I like that. All that tweaking and re-reading (aloud is best, I find, especially in the case of dialogue) is the literary gargling before belting out a passion-filled solo.

So, whether gardening or singing (to reconnect with the analogical landscape), even writing the literary equivalent of refuse is better than doing nothing, because you’ll get compost with a little work and that’s when something of substance can grow and flourish. I reckon Paul’s gargling right about now…


Oct 27 2007

The Constant Writer

One of the best pieces of advice I ever got about writing was given to me by an old college friend and relayed on a piece of paper dredged from the internet. There was a whole list of literary tenets directed at the aspiring author, but the one that most stuck out for me was the first. It read simply: WRITE, READ, READ and WRITE some more. The caps were for emphasis, but it implies a lot in it’s simplicity. If you’re going to be a writer, don’t say you’re going to do it (and to coin a well known sporting phrase…) – just do it.

It’s more than that, though (the READ part of this dictate not withstanding – I’ll deal with that later). Applying a little interpretive translation, it doesn’t just say WRITE, it actually means WRITE ALL THE TIME. Laxity is the enemy of any author. It certainly dogs my heels like a frothing Hound of the Baskervilles, eyes aglow, slavering maw gaping.

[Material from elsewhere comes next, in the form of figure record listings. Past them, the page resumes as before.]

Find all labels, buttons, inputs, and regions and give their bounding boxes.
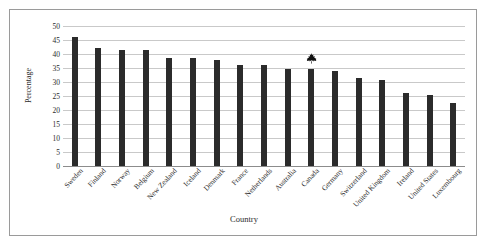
bar <box>95 48 101 166</box>
bar <box>143 50 149 166</box>
bar <box>356 78 362 166</box>
bar <box>427 95 433 166</box>
x-axis-tick-label: Denmark <box>202 167 226 192</box>
x-axis-tick-label: Iceland <box>182 167 202 188</box>
bar <box>237 65 243 166</box>
y-axis-tick-label: 0 <box>20 163 60 171</box>
bar <box>166 58 172 166</box>
x-axis-tick-label: Norway <box>110 167 132 189</box>
bar <box>332 71 338 166</box>
y-axis-tick-label: 20 <box>20 107 60 115</box>
bar <box>119 50 125 166</box>
x-axis-title: Country <box>10 214 478 224</box>
y-axis-tick-label: 30 <box>20 79 60 87</box>
x-axis-tick-label: Finland <box>87 167 108 189</box>
bar <box>379 80 385 166</box>
chart-frame: Percentage 05101520253035404550 SwedenFi… <box>9 9 477 236</box>
y-axis-tick-label: 40 <box>20 51 60 59</box>
bar <box>308 69 314 166</box>
bar <box>72 37 78 166</box>
y-axis-tick-label: 50 <box>20 23 60 31</box>
gridline <box>63 26 465 27</box>
y-axis-tick-label: 25 <box>20 93 60 101</box>
bar <box>261 65 267 166</box>
x-axis-tick-label: Canada <box>300 167 321 188</box>
y-axis-tick-label: 45 <box>20 37 60 45</box>
plot-area: 05101520253035404550 <box>63 26 465 166</box>
y-axis-tick-label: 15 <box>20 121 60 129</box>
y-axis-tick-label: 10 <box>20 135 60 143</box>
bar <box>190 58 196 166</box>
bar <box>285 69 291 166</box>
x-axis-tick-label: Ireland <box>396 167 416 187</box>
y-axis-tick-label: 5 <box>20 149 60 157</box>
x-axis-tick-label: France <box>231 167 250 187</box>
x-axis-tick-label: Australia <box>273 167 297 192</box>
y-axis-tick-label: 35 <box>20 65 60 73</box>
bar <box>450 103 456 166</box>
bar <box>403 93 409 166</box>
maple-leaf-icon <box>304 52 318 66</box>
gridline <box>63 40 465 41</box>
x-axis-tick-label: Sweden <box>63 167 84 189</box>
bar <box>214 60 220 166</box>
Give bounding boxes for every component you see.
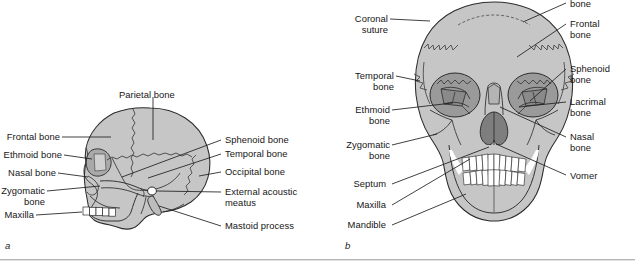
label-zygomatic-bone-b: Zygomatic bone [328, 139, 390, 161]
leader-zygomatic-b [392, 134, 437, 145]
label-parietal-bone: Parietal bone [119, 89, 175, 100]
label-lacrimal-bone-b: Lacrimal bone [570, 96, 606, 118]
label-frontal-bone: Frontal bone [0, 131, 60, 142]
label-zygomatic-bone: Zygomatic bone [0, 185, 45, 207]
skull-anatomy-figure: Parietal bone Frontal bone Ethmoid bone … [0, 0, 635, 267]
label-external-acoustic-meatus: External acoustic meatus [225, 186, 297, 208]
figure-bottom-rule-shadow [0, 260, 635, 261]
leader-nasal [58, 173, 88, 177]
label-occipital-bone: Occipital bone [225, 166, 285, 177]
panel-letter-a: a [5, 240, 10, 251]
label-mandible-b: Mandible [328, 219, 386, 230]
skull-illustrations [0, 0, 635, 267]
label-temporal-bone-b: Temporal bone [328, 70, 394, 92]
leader-coronal-suture [390, 19, 430, 21]
label-nasal-bone-b: Nasal bone [570, 131, 594, 153]
lateral-skull-drawing [83, 108, 210, 229]
label-sphenoid-bone: Sphenoid bone [225, 134, 289, 145]
leader-mastoid [159, 206, 221, 226]
leader-maxilla [36, 212, 82, 215]
label-ethmoid-bone-b: Ethmoid bone [328, 104, 390, 126]
lateral-orbit-inner [94, 154, 106, 171]
label-ethmoid-bone: Ethmoid bone [0, 149, 62, 160]
label-mastoid-process: Mastoid process [225, 220, 294, 231]
external-acoustic-meatus [148, 187, 157, 195]
label-vomer: Vomer [570, 170, 597, 181]
label-parietal-bone-b-clipped: bone [570, 0, 591, 9]
upper-teeth-lateral [83, 207, 116, 216]
nasal-bones [488, 84, 500, 104]
label-nasal-bone: Nasal bone [0, 167, 56, 178]
lower-teeth-anterior [463, 170, 525, 186]
label-sphenoid-bone-b: Sphenoid bone [570, 63, 610, 85]
label-maxilla-b: Maxilla [328, 199, 386, 210]
panel-letter-b: b [345, 240, 350, 251]
label-frontal-bone-b: Frontal bone [570, 18, 600, 40]
label-coronal-suture: Coronal suture [328, 13, 388, 35]
label-temporal-bone: Temporal bone [225, 148, 288, 159]
label-septum: Septum [328, 178, 386, 189]
label-maxilla: Maxilla [0, 209, 34, 220]
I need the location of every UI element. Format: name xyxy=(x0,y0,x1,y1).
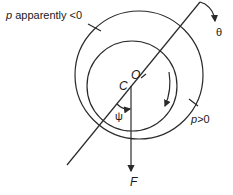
label-force-F: F xyxy=(130,175,138,189)
rotation-arrow xyxy=(165,72,170,106)
theta-arc-arrow xyxy=(205,4,215,21)
label-point-O: O xyxy=(131,68,140,82)
journal-bearing-diagram: p apparently <0 θ O C ψ p>0 F xyxy=(0,0,233,195)
label-point-C: C xyxy=(119,79,128,93)
label-theta: θ xyxy=(216,26,222,38)
point-O-tick xyxy=(141,74,146,78)
label-p-negative: p apparently <0 xyxy=(5,9,82,21)
theta-reference-hook xyxy=(200,2,205,4)
psi-angle-arc xyxy=(117,104,130,109)
label-p-positive: p>0 xyxy=(190,113,210,125)
label-psi: ψ xyxy=(115,110,123,122)
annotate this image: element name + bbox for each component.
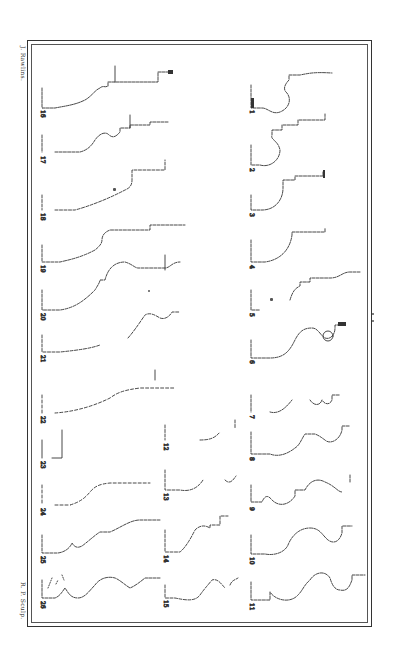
profile-number: 23 xyxy=(40,461,47,469)
profile-18: 18 xyxy=(40,160,165,221)
profile-number: 9 xyxy=(249,507,256,511)
profile-number: 20 xyxy=(40,313,47,321)
profile-15: 15 xyxy=(163,578,238,608)
profile-number: 21 xyxy=(40,355,47,363)
profile-19: 19 xyxy=(40,225,185,273)
profile-number: 14 xyxy=(163,555,170,563)
profile-10: 10 xyxy=(249,526,352,565)
profile-24: 24 xyxy=(40,483,150,516)
profile-number: 24 xyxy=(40,508,47,516)
profile-number: 2 xyxy=(249,168,256,172)
profile-4: 4 xyxy=(249,228,325,269)
profile-23: 23 xyxy=(40,430,62,469)
profile-number: 12 xyxy=(163,443,170,451)
profile-number: 4 xyxy=(249,265,256,269)
profile-9: 9 xyxy=(249,475,350,511)
profile-number: 1 xyxy=(249,110,256,114)
profile-number: 16 xyxy=(40,110,47,118)
profile-1: 1 xyxy=(249,73,332,114)
profile-number: 13 xyxy=(163,493,170,501)
profile-number: 15 xyxy=(163,600,170,608)
profile-3: 3 xyxy=(249,170,325,217)
profile-25: 25 xyxy=(40,520,160,564)
profile-number: 22 xyxy=(40,416,47,424)
profile-number: 10 xyxy=(249,557,256,565)
profile-12: 12 xyxy=(163,420,235,451)
profile-14: 14 xyxy=(163,516,228,563)
profile-7: 7 xyxy=(249,395,340,419)
profile-number: 8 xyxy=(249,457,256,461)
profile-number: 3 xyxy=(249,213,256,217)
profile-2: 2 xyxy=(249,114,325,172)
profile-11: 11 xyxy=(249,573,365,611)
moulding-profiles: 1 2 3 4 5 6 7 8 xyxy=(0,0,396,653)
profile-number: 5 xyxy=(249,313,256,317)
profile-number: 6 xyxy=(249,360,256,364)
profile-number: 11 xyxy=(249,603,256,611)
profile-number: 7 xyxy=(249,415,256,419)
profile-22: 22 xyxy=(40,370,175,424)
profile-16: 16 xyxy=(40,66,173,118)
profile-5: 5 xyxy=(249,272,360,317)
profile-number: 18 xyxy=(40,213,47,221)
profile-8: 8 xyxy=(249,426,350,461)
profile-13: 13 xyxy=(163,470,236,501)
profile-number: 19 xyxy=(40,265,47,273)
profile-number: 17 xyxy=(40,156,47,164)
profile-number: 26 xyxy=(40,601,47,609)
profile-20: 20 xyxy=(40,255,180,321)
profile-26: 26 xyxy=(40,575,160,609)
profile-17: 17 xyxy=(40,115,168,164)
profile-number: 25 xyxy=(40,556,47,564)
profile-21: 21 xyxy=(40,312,180,363)
profile-6: 6 xyxy=(249,322,346,364)
engraving-plate: J. Rawlins. R. P. Sculp. 1 2 3 4 5 xyxy=(0,0,396,653)
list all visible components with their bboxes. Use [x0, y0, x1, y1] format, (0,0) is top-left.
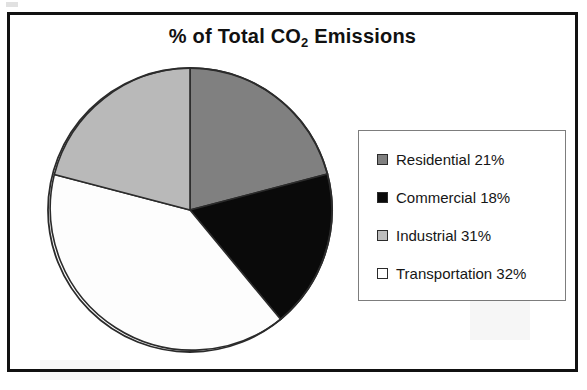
chart-title-prefix: % of Total CO — [169, 25, 301, 47]
page-title: % of Total CO2 Emissions — [10, 25, 575, 48]
legend-item-residential[interactable]: Residential 21% — [377, 140, 565, 178]
pie-chart — [42, 62, 338, 358]
chart-frame: % of Total CO2 Emissions Residential 21% — [7, 12, 578, 372]
legend-item-transportation[interactable]: Transportation 32% — [377, 254, 565, 292]
legend-item-commercial[interactable]: Commercial 18% — [377, 178, 565, 216]
chart-title-subscript: 2 — [301, 35, 308, 50]
legend-swatch-commercial — [377, 192, 388, 203]
legend-item-industrial[interactable]: Industrial 31% — [377, 216, 565, 254]
legend-swatch-industrial — [377, 230, 388, 241]
scan-artifact — [6, 2, 18, 7]
legend-label-residential: Residential 21% — [396, 151, 504, 168]
legend-label-industrial: Industrial 31% — [396, 227, 491, 244]
legend-swatch-residential — [377, 154, 388, 165]
legend: Residential 21% Commercial 18% Industria… — [358, 130, 566, 301]
chart-title-suffix: Emissions — [309, 25, 417, 47]
legend-swatch-transportation — [377, 268, 388, 279]
legend-label-transportation: Transportation 32% — [396, 265, 526, 282]
legend-label-commercial: Commercial 18% — [396, 189, 510, 206]
pie-chart-svg — [42, 62, 338, 358]
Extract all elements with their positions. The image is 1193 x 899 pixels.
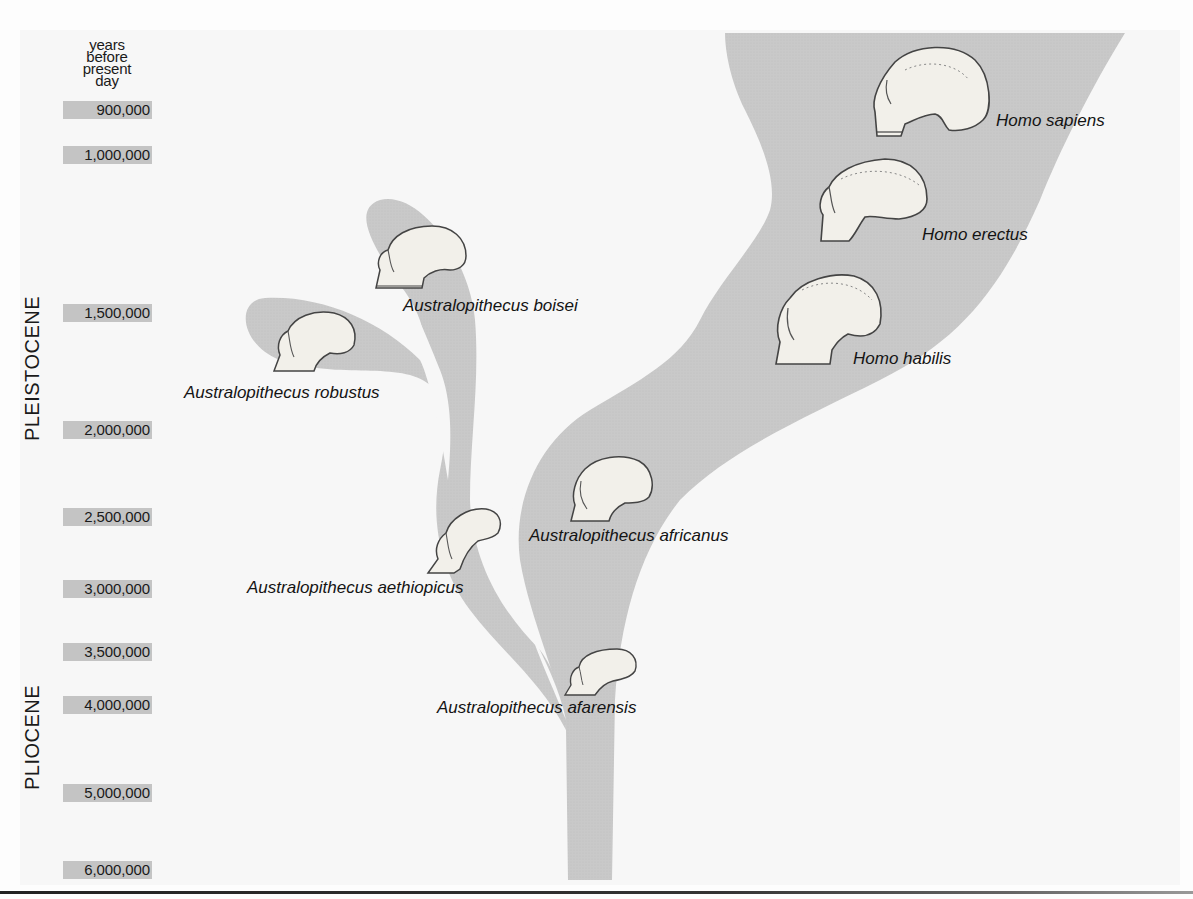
homo-erectus-skull-icon [815, 155, 935, 245]
australopithecus-africanus-skull-icon [567, 451, 657, 526]
label-australopithecus-africanus: Australopithecus africanus [529, 526, 728, 546]
label-australopithecus-boisei: Australopithecus boisei [403, 296, 578, 316]
time-tick: 3,500,000 [63, 643, 152, 661]
label-australopithecus-aethiopicus: Australopithecus aethiopicus [247, 578, 463, 598]
label-homo-habilis: Homo habilis [853, 349, 951, 369]
time-tick: 6,000,000 [63, 861, 152, 879]
australopithecus-robustus-skull-icon [270, 305, 360, 375]
bottom-rule-divider [0, 891, 1193, 894]
label-australopithecus-afarensis: Australopithecus afarensis [437, 698, 636, 718]
australopithecus-boisei-skull-icon [372, 222, 472, 292]
homo-sapiens-skull-icon [865, 40, 995, 140]
australopithecus-aethiopicus-skull-icon [424, 503, 504, 578]
time-tick: 2,000,000 [63, 421, 152, 439]
evolutionary-tree-branches [0, 0, 1193, 899]
time-tick: 900,000 [63, 101, 152, 119]
epoch-pleistocene: PLEISTOCENE [21, 294, 44, 444]
australopithecus-afarensis-skull-icon [563, 645, 643, 700]
axis-header-line: day [62, 75, 152, 87]
label-homo-erectus: Homo erectus [922, 225, 1028, 245]
axis-header: years before present day [62, 39, 152, 87]
epoch-pliocene: PLIOCENE [21, 683, 44, 793]
time-tick: 1,000,000 [63, 146, 152, 164]
label-homo-sapiens: Homo sapiens [996, 111, 1105, 131]
label-australopithecus-robustus: Australopithecus robustus [184, 383, 380, 403]
time-tick: 4,000,000 [63, 696, 152, 714]
time-tick: 3,000,000 [63, 580, 152, 598]
time-tick: 2,500,000 [63, 508, 152, 526]
time-tick: 1,500,000 [63, 304, 152, 322]
time-tick: 5,000,000 [63, 784, 152, 802]
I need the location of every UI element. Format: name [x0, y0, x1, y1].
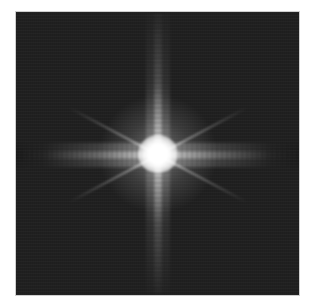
spectrum-image [15, 11, 300, 296]
center-bright-spot [138, 135, 178, 173]
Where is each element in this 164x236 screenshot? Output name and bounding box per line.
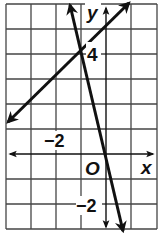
y-tick-label-4: 4 [87,44,98,65]
y-tick-label-neg-2: −2 [76,196,97,216]
origin-label: O [85,158,100,179]
y-axis-label: y [86,2,99,23]
x-axis-label: x [140,157,153,178]
coordinate-graph: y 4 −2 O x −2 [0,0,164,236]
x-tick-label-neg-2: −2 [44,131,65,151]
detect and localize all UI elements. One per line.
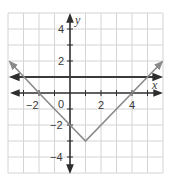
x-tick-neg2: −2 xyxy=(26,99,39,111)
y-axis-label: y xyxy=(74,13,81,27)
y-tick-neg4: −4 xyxy=(50,151,63,163)
y-tick-neg2: −2 xyxy=(50,119,63,131)
x-tick-2: 2 xyxy=(98,99,104,111)
origin-label: 0 xyxy=(58,98,64,110)
y-tick-2: 2 xyxy=(58,55,64,67)
x-tick-4: 4 xyxy=(129,99,135,111)
x-axis-label: x xyxy=(151,78,158,92)
y-tick-4: 4 xyxy=(58,23,64,35)
coordinate-graph: y x 4 2 0 −2 −4 −2 2 4 xyxy=(0,0,173,186)
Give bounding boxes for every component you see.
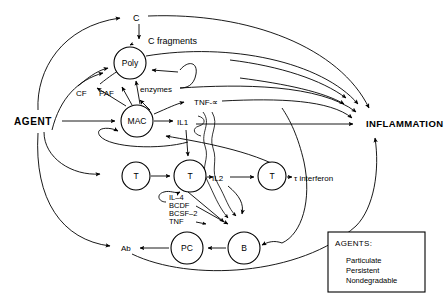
node-t2: T: [174, 160, 206, 192]
inflammation-label: INFLAMMATION: [366, 118, 443, 129]
immune-inflammation-flow-diagram: Poly MAC T T T PC: [0, 0, 445, 303]
mediator-c-fragments-label: C fragments: [148, 36, 198, 46]
agents-legend-item-particulate: Particulate: [346, 256, 381, 265]
agents-legend-title: AGENTS:: [335, 239, 372, 248]
edge-c-to-inflammation: [148, 16, 369, 108]
node-t1: T: [122, 162, 150, 190]
edge-cytokines-to-b-2: [196, 206, 228, 224]
mediator-cf-label: CF: [76, 89, 87, 98]
agents-legend-item-persistent: Persistent: [346, 266, 380, 275]
mediator-ab-label: Ab: [121, 244, 131, 253]
node-b-label: B: [241, 243, 247, 253]
node-t3-label: T: [269, 171, 274, 181]
edge-mac-to-tnf: [154, 102, 184, 114]
mediator-c-label: C: [133, 13, 140, 23]
node-t3: T: [258, 162, 286, 190]
agents-legend-item-nondegradable: Nondegradable: [346, 276, 397, 285]
mediator-paf-label: PAF: [99, 89, 114, 98]
node-mac-label: MAC: [128, 116, 147, 126]
node-poly: Poly: [114, 47, 146, 79]
edge-wavy-il1-down: [203, 112, 228, 218]
edge-il2-to-b: [228, 186, 242, 214]
diagram-canvas: Poly MAC T T T PC: [0, 0, 445, 303]
edge-agent-to-t1: [44, 132, 100, 174]
edge-tnf-to-b: [196, 222, 206, 224]
node-t2-label: T: [187, 171, 192, 181]
agents-legend: AGENTS: Particulate Persistent Nondegrad…: [328, 232, 425, 292]
mediator-tnf-alpha-label: TNF-∝: [194, 98, 218, 107]
node-pc-label: PC: [181, 243, 193, 253]
node-pc: PC: [171, 232, 203, 264]
node-poly-label: Poly: [122, 58, 139, 68]
edge-b-to-inflammation: [262, 242, 282, 245]
agent-label: AGENT: [14, 116, 52, 127]
mediator-enzymes-label: enzymes: [140, 85, 172, 94]
edge-il1-squiggle: [194, 116, 204, 136]
edge-poly-enzymes-loop: [180, 64, 196, 88]
cytokine-tnf-label: TNF: [169, 217, 184, 226]
node-mac: MAC: [121, 105, 153, 137]
edge-enzymes-to-poly: [152, 70, 178, 72]
label-layer: AGENT INFLAMMATION C C fragments CF PAF …: [14, 13, 443, 253]
node-t1-label: T: [133, 171, 138, 181]
edge-layer: [38, 16, 377, 271]
mediator-il1-label: IL1: [177, 118, 189, 127]
edge-wavy-il1-down-2: [212, 112, 236, 216]
edge-fragments-to-poly: [130, 44, 132, 45]
node-layer: Poly MAC T T T PC: [114, 47, 286, 264]
edge-mac-to-paf: [122, 87, 132, 105]
mediator-il2-label: IL2: [212, 174, 224, 183]
node-b: B: [228, 232, 260, 264]
mediator-interferon-label: τ interferon: [294, 174, 333, 183]
edge-il1-to-t2: [186, 130, 188, 156]
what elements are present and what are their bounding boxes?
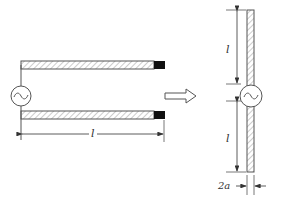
dipole-antenna xyxy=(226,10,266,195)
upper-arm-length-label: l xyxy=(226,44,230,55)
upper-conductor-tip xyxy=(154,61,165,69)
ac-source-icon xyxy=(11,86,31,106)
upper-arm xyxy=(247,10,254,86)
lower-conductor-tip xyxy=(154,111,165,119)
lower-conductor xyxy=(21,111,154,119)
ac-source-icon-dipole xyxy=(240,85,262,107)
lower-arm xyxy=(247,106,254,172)
two-wire-line xyxy=(11,61,165,142)
diagram-canvas xyxy=(0,0,286,207)
upper-conductor xyxy=(21,61,154,69)
arrow-right-icon xyxy=(165,89,196,103)
left-length-label: l xyxy=(89,128,97,139)
diameter-label: 2a xyxy=(218,181,230,191)
lower-arm-length-label: l xyxy=(226,133,230,144)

I’ll admit it. I’m a bit of a part-time writer. I tend to rest on my authorial laurels and only put pen to paper (or finger to keyboard) when I know I’m working on a commissioned project. This is a bad practice. Put simply, listen to the first edict of writing – WRITE. It’s not capped up for nothing. By allowing gaps (even the less significant) in actually doing some writing you can allow your mind to slip out of the ‘authorial mode’, and once you’ve done that it’s very hard to get back into it. I had this problem after writing Back from the Dead. My next commissioned piece didn’t turn up until over a year later in the form of a short story. Boy, did I struggle. I reckon the story turned out pretty well in the end (it’s the one that featured in Invasion!) but who knows how good it would have been had I kept writing in the interim. I’ll never know. I liken it to sporting acumen. You’ll only get better if you train and, as an additional kicker, if you don’t train, you don’t only plateau you also get worse.

It’s no different with writing. Train your mind like you would your body. This is where reading comes in, too. By doing both, you’re effectively engaging in the mental push-ups necessary to keep your creative acumen sharp. Truth be told, writing anything is a boon to maintaining creative fitness. It’s one of the reasons why I plan to do more regular blog posts – at least one a day.

But this brings me on to something else. In order to fill the gaps between my novels and other written projects, I’m going to start writing a tie-in short story/novella for my first literary foray Back from the Dead on this very blog! This is part down to demand from a few fans (bless you all) and to keep my writing mojo at maximum capacity. Bear in mind, though, that this is mainly for me and it is in no way official or represent Black Library. I want to write in my spare time and this is just my way of sharing it with those who have an interest (post feedback at your leisure, of course).

I won’t go into detail here, rather I’ll save that for a later post where I can introduce the piece properly, explain how it’s going to work and maybe delve into a few thought process, too for those of you reading with a psychoanalytical bent to your personalities.